Sunday, May 1, 2011

Out, Damn Wrinkles!

When your eyelids look like crepe paper, you have a problem. When you find you can't wear makeup, and heaven forbid glitter makeup, because it settles and draws attention to your "creases", you're in trouble. When you're considering putting a tiny roll out awning on your head to block the sun, prevent wincing, and shield your countenance from your critical fellow human beings, well...

I've foxtrotted with the idea of botox. I've jumped and jived with it. But I couldn't ever do it (until they're offering it for free to random haggard-looking people). People who pay to get botox are vain. And they have too much money. We less affluent mortals must bravely pretend that our wrinkles add distinction to an otherwise bland face.

I blame my proliferation of wrinkles on my kids. It's the sheer magnitude of looks I must give them on a daily basis just to keep them in line. If you're a mom or dad, maybe you're nodding so vigorously right now, you're about to knock your head on the computer screen and add a nasty bruise to complement those warrior wrinkles. So...you know what I mean. And I can classify them, too.

There's the, "Sweet malarkey, Child! What are you eating?!" look. It usually happens when your toddler is about to put something small, black, and from the floor into their mouth. If you have or have had a toddler, you've seen them eat with relish from the great and variable offerings of the floor, but you also know that nothing edible is EVER black. Not one thing. Rotten things, yes. Insects, yes. A washer from the broken kitchen faucet, yes. But nothing meant to be digested by a human. Thence the look of disgust, and the "bleh, blah, bleh!" noises you make while sticking out your tongue, trying to get your kid to copycat, so you can swipe out the nasty object, then twist you face into a look of utter repulsion when you discover the exact nature of the thing.

Then there's the, "The baby is sleeping, so you better cut it out..." look. This one has to be the most powerful wrinkle-generating look known to mankind. It must encapsulate everything that the parent's yell would do without the help of your practiced vocal chords, so you scrunch your face up into the ugliest, most terrifying, eyebrows on the eyeballs, Elvis-sneering look you can muster in order to prevent your older kids from waking up the baby with their shenanigans. Sometimes, you must give this look several times in rapid succession while pointing a finger like a dagger at the perpetrator of the noise. This look is the one that will cause your grandchildren to run from you when you've finally mellowed out in old age, and it is without doubt the one responsible for making your nose look like it's just an overhang of that deep canyon running down your forehead.

A closely related look is the one you employ while you're on the phone. Every child, as parents well know, holds the fundamental belief that a. the phone is their greatest rival, beside any siblings, for their parent's attention, and b. said parent will be physiologically unable to end a phone conversation in order to discipline - no matter how atrocious their kids' behavior becomes while they're thus distracted.

Therefore, children take all phone-parent interaction time as their cue to scream, bang things together, knock each other over the head with wooden spoons, and leap off the furniture - preferably onto a sibling or pet's back. The look a parent must devise in these circumstances is tricky, because it is involves mouthing all kinds of threats at your kids without allowing any actual sound to leave your mouth, preventing said threats from interrupting your conversation. It's rarely works, and it's exhausting.

But, okay, there are some good wrinkles, generally referred to as laugh lines. The look of laughter is one that happens often with children around but is completely unpredictable, sometimes lots of fun and at times a point of contention. It causes the best kinds of wrinkles, friendly wrinkles. This look can burst forth in embarrassment when your daughter catches you and your husband canoodling together on the couch and asks, "Is that how you two rejoice together?" It can erupt uncontrollably when your husband is trying to chide the children, and you find the situation inexplicably comical, so you bust out laughing behind your hands, ruin the lecture and anger your honey. It can happen when you're playing Go Fish with your three-year-old, and she asks for the "rest-a-room star" (you know the one sitting on the toilet with the newspaper?) when what she really means is the "western star".

Well, well. I don't mind the laugh lines, nor the wrinkles on my belly that are the proof of my having provided four tiny human beings with a safe place to grow until they were ready for the world stage. I'm proud, too, of the permanent impressions on my left arm from turning my arm just so in order to support my baby on my hip while I cleaned, cooked, did yard work and walked through stores and parks. As for the crushed silk look of my eyelids and the multiple lines fanning out across my forehead and temples, they're just a hazard of the parenting trade. And they make me look intelligent, a real thinker. Or so I like to believe. But heaven help me during their teenage years! Worry lines...I think I'll just wear a veil.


** Activity **
The entries below must be transcribed exactly. Leave nothing out.

** Task inputs **
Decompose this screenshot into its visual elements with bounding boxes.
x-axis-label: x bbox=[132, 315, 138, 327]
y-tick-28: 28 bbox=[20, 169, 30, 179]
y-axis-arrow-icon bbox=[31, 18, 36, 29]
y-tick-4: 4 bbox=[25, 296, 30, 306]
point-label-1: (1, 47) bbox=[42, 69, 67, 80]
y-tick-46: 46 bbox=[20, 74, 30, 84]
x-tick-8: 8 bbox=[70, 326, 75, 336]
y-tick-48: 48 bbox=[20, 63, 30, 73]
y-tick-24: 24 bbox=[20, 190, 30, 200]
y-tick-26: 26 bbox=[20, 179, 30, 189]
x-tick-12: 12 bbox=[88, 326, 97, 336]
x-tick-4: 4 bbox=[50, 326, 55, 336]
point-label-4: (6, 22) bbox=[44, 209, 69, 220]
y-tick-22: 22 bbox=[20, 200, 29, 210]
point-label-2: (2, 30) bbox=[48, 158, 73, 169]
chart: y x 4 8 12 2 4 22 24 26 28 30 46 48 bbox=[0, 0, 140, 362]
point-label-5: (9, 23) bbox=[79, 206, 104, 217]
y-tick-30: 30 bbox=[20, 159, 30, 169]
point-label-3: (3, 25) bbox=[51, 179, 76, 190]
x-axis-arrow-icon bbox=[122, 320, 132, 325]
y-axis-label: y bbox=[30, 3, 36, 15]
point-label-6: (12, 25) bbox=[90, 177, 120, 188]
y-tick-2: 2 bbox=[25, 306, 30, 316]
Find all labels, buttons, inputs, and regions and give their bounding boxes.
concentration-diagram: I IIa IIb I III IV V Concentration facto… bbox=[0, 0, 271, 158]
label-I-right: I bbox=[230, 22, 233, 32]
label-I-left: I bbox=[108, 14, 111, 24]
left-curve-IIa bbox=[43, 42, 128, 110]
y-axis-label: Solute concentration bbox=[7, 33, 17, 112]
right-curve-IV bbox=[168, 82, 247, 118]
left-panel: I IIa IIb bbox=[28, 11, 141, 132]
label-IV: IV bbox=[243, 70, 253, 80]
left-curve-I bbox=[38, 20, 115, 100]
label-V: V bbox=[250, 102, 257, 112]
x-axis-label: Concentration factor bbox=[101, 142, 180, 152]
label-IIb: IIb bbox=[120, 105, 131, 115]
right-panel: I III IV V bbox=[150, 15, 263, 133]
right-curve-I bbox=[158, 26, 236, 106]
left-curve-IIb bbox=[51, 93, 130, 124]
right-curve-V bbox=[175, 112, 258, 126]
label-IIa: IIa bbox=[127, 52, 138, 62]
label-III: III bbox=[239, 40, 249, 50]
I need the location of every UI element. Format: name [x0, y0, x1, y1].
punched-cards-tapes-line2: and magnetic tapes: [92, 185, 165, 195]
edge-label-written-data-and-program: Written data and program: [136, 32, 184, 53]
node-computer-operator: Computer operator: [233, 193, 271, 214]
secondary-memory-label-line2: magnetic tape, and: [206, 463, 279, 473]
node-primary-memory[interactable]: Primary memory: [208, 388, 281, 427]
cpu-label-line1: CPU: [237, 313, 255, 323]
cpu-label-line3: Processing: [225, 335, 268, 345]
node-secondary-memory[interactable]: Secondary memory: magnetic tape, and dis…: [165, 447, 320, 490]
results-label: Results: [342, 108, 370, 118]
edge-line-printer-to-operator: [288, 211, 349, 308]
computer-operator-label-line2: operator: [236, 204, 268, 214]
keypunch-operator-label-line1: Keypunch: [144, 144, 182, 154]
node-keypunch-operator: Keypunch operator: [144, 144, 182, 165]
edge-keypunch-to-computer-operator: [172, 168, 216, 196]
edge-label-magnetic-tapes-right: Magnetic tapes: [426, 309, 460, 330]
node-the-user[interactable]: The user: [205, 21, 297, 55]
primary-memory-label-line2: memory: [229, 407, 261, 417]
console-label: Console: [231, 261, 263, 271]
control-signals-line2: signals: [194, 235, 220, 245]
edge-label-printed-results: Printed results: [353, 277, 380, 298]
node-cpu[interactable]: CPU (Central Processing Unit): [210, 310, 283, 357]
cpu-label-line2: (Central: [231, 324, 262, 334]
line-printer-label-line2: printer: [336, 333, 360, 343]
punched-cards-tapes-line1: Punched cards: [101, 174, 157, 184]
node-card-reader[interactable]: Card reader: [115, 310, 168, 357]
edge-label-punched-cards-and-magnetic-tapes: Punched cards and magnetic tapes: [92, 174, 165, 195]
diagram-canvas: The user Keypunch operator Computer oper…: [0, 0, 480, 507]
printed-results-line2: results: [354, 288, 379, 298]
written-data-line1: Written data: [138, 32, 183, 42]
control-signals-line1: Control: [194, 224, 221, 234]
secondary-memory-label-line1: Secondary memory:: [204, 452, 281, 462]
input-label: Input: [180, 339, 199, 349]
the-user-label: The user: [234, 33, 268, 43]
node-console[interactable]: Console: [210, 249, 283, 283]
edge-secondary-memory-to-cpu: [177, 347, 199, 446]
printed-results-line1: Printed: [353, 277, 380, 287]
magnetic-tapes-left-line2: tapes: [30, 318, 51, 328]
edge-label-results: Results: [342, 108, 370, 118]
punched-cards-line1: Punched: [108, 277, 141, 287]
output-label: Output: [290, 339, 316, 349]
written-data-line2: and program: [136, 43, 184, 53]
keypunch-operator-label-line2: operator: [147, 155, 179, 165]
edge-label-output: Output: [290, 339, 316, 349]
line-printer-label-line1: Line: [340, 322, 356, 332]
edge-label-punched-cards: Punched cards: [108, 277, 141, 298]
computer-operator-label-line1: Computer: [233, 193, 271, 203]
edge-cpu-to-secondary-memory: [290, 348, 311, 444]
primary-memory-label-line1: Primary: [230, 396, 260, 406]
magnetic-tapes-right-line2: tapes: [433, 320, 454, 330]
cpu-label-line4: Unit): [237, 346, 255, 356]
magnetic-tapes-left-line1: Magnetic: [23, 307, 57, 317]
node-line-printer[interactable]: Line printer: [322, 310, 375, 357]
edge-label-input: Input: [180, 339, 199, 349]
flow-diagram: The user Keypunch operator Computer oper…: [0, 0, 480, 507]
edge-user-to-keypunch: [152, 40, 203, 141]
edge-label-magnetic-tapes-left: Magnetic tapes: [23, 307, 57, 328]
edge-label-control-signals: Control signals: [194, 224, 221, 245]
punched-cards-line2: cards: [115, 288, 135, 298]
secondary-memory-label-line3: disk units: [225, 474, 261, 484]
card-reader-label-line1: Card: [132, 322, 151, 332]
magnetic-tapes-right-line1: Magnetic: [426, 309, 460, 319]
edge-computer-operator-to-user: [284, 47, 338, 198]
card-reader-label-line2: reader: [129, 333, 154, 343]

** Answer space **
Decompose this screenshot into its visual elements with bounding boxes.
x-axis-label: x bbox=[132, 315, 138, 327]
y-tick-28: 28 bbox=[20, 169, 30, 179]
y-axis-arrow-icon bbox=[31, 18, 36, 29]
y-tick-4: 4 bbox=[25, 296, 30, 306]
point-label-1: (1, 47) bbox=[42, 69, 67, 80]
y-tick-46: 46 bbox=[20, 74, 30, 84]
x-tick-8: 8 bbox=[70, 326, 75, 336]
y-tick-48: 48 bbox=[20, 63, 30, 73]
y-tick-24: 24 bbox=[20, 190, 30, 200]
y-tick-26: 26 bbox=[20, 179, 30, 189]
x-tick-12: 12 bbox=[88, 326, 97, 336]
x-tick-4: 4 bbox=[50, 326, 55, 336]
point-label-4: (6, 22) bbox=[44, 209, 69, 220]
y-tick-22: 22 bbox=[20, 200, 29, 210]
point-label-2: (2, 30) bbox=[48, 158, 73, 169]
chart: y x 4 8 12 2 4 22 24 26 28 30 46 48 bbox=[0, 0, 140, 362]
point-label-5: (9, 23) bbox=[79, 206, 104, 217]
y-tick-30: 30 bbox=[20, 159, 30, 169]
point-label-3: (3, 25) bbox=[51, 179, 76, 190]
x-axis-arrow-icon bbox=[122, 320, 132, 325]
y-axis-label: y bbox=[30, 3, 36, 15]
point-label-6: (12, 25) bbox=[90, 177, 120, 188]
y-tick-2: 2 bbox=[25, 306, 30, 316]
Find all labels, buttons, inputs, and regions and give their bounding boxes.
concentration-diagram: I IIa IIb I III IV V Concentration facto… bbox=[0, 0, 271, 158]
label-I-right: I bbox=[230, 22, 233, 32]
label-I-left: I bbox=[108, 14, 111, 24]
left-curve-IIa bbox=[43, 42, 128, 110]
y-axis-label: Solute concentration bbox=[7, 33, 17, 112]
right-curve-IV bbox=[168, 82, 247, 118]
left-panel: I IIa IIb bbox=[28, 11, 141, 132]
label-IV: IV bbox=[243, 70, 253, 80]
left-curve-I bbox=[38, 20, 115, 100]
label-V: V bbox=[250, 102, 257, 112]
x-axis-label: Concentration factor bbox=[101, 142, 180, 152]
label-IIb: IIb bbox=[120, 105, 131, 115]
right-panel: I III IV V bbox=[150, 15, 263, 133]
right-curve-I bbox=[158, 26, 236, 106]
left-curve-IIb bbox=[51, 93, 130, 124]
right-curve-V bbox=[175, 112, 258, 126]
label-IIa: IIa bbox=[127, 52, 138, 62]
label-III: III bbox=[239, 40, 249, 50]
I need the location of every UI element. Format: name [x0, y0, x1, y1].
punched-cards-tapes-line2: and magnetic tapes: [92, 185, 165, 195]
edge-label-written-data-and-program: Written data and program: [136, 32, 184, 53]
node-computer-operator: Computer operator: [233, 193, 271, 214]
secondary-memory-label-line2: magnetic tape, and: [206, 463, 279, 473]
node-primary-memory[interactable]: Primary memory: [208, 388, 281, 427]
cpu-label-line1: CPU: [237, 313, 255, 323]
cpu-label-line3: Processing: [225, 335, 268, 345]
node-secondary-memory[interactable]: Secondary memory: magnetic tape, and dis…: [165, 447, 320, 490]
results-label: Results: [342, 108, 370, 118]
edge-line-printer-to-operator: [288, 211, 349, 308]
computer-operator-label-line2: operator: [236, 204, 268, 214]
keypunch-operator-label-line1: Keypunch: [144, 144, 182, 154]
node-keypunch-operator: Keypunch operator: [144, 144, 182, 165]
edge-keypunch-to-computer-operator: [172, 168, 216, 196]
edge-label-magnetic-tapes-right: Magnetic tapes: [426, 309, 460, 330]
node-the-user[interactable]: The user: [205, 21, 297, 55]
primary-memory-label-line2: memory: [229, 407, 261, 417]
console-label: Console: [231, 261, 263, 271]
control-signals-line2: signals: [194, 235, 220, 245]
edge-label-printed-results: Printed results: [353, 277, 380, 298]
node-cpu[interactable]: CPU (Central Processing Unit): [210, 310, 283, 357]
cpu-label-line2: (Central: [231, 324, 262, 334]
line-printer-label-line2: printer: [336, 333, 360, 343]
punched-cards-tapes-line1: Punched cards: [101, 174, 157, 184]
node-card-reader[interactable]: Card reader: [115, 310, 168, 357]
edge-label-punched-cards-and-magnetic-tapes: Punched cards and magnetic tapes: [92, 174, 165, 195]
diagram-canvas: The user Keypunch operator Computer oper…: [0, 0, 480, 507]
printed-results-line2: results: [354, 288, 379, 298]
written-data-line1: Written data: [138, 32, 183, 42]
control-signals-line1: Control: [194, 224, 221, 234]
secondary-memory-label-line1: Secondary memory:: [204, 452, 281, 462]
input-label: Input: [180, 339, 199, 349]
the-user-label: The user: [234, 33, 268, 43]
node-console[interactable]: Console: [210, 249, 283, 283]
edge-secondary-memory-to-cpu: [177, 347, 199, 446]
printed-results-line1: Printed: [353, 277, 380, 287]
magnetic-tapes-left-line2: tapes: [30, 318, 51, 328]
edge-label-results: Results: [342, 108, 370, 118]
punched-cards-line1: Punched: [108, 277, 141, 287]
output-label: Output: [290, 339, 316, 349]
written-data-line2: and program: [136, 43, 184, 53]
keypunch-operator-label-line2: operator: [147, 155, 179, 165]
edge-label-output: Output: [290, 339, 316, 349]
line-printer-label-line1: Line: [340, 322, 356, 332]
edge-label-punched-cards: Punched cards: [108, 277, 141, 298]
computer-operator-label-line1: Computer: [233, 193, 271, 203]
edge-cpu-to-secondary-memory: [290, 348, 311, 444]
primary-memory-label-line1: Primary: [230, 396, 260, 406]
magnetic-tapes-right-line2: tapes: [433, 320, 454, 330]
cpu-label-line4: Unit): [237, 346, 255, 356]
magnetic-tapes-left-line1: Magnetic: [23, 307, 57, 317]
node-line-printer[interactable]: Line printer: [322, 310, 375, 357]
edge-label-input: Input: [180, 339, 199, 349]
flow-diagram: The user Keypunch operator Computer oper…: [0, 0, 480, 507]
edge-user-to-keypunch: [152, 40, 203, 141]
edge-label-magnetic-tapes-left: Magnetic tapes: [23, 307, 57, 328]
edge-label-control-signals: Control signals: [194, 224, 221, 245]
punched-cards-line2: cards: [115, 288, 135, 298]
secondary-memory-label-line3: disk units: [225, 474, 261, 484]
card-reader-label-line1: Card: [132, 322, 151, 332]
magnetic-tapes-right-line1: Magnetic: [426, 309, 460, 319]
edge-computer-operator-to-user: [284, 47, 338, 198]
card-reader-label-line2: reader: [129, 333, 154, 343]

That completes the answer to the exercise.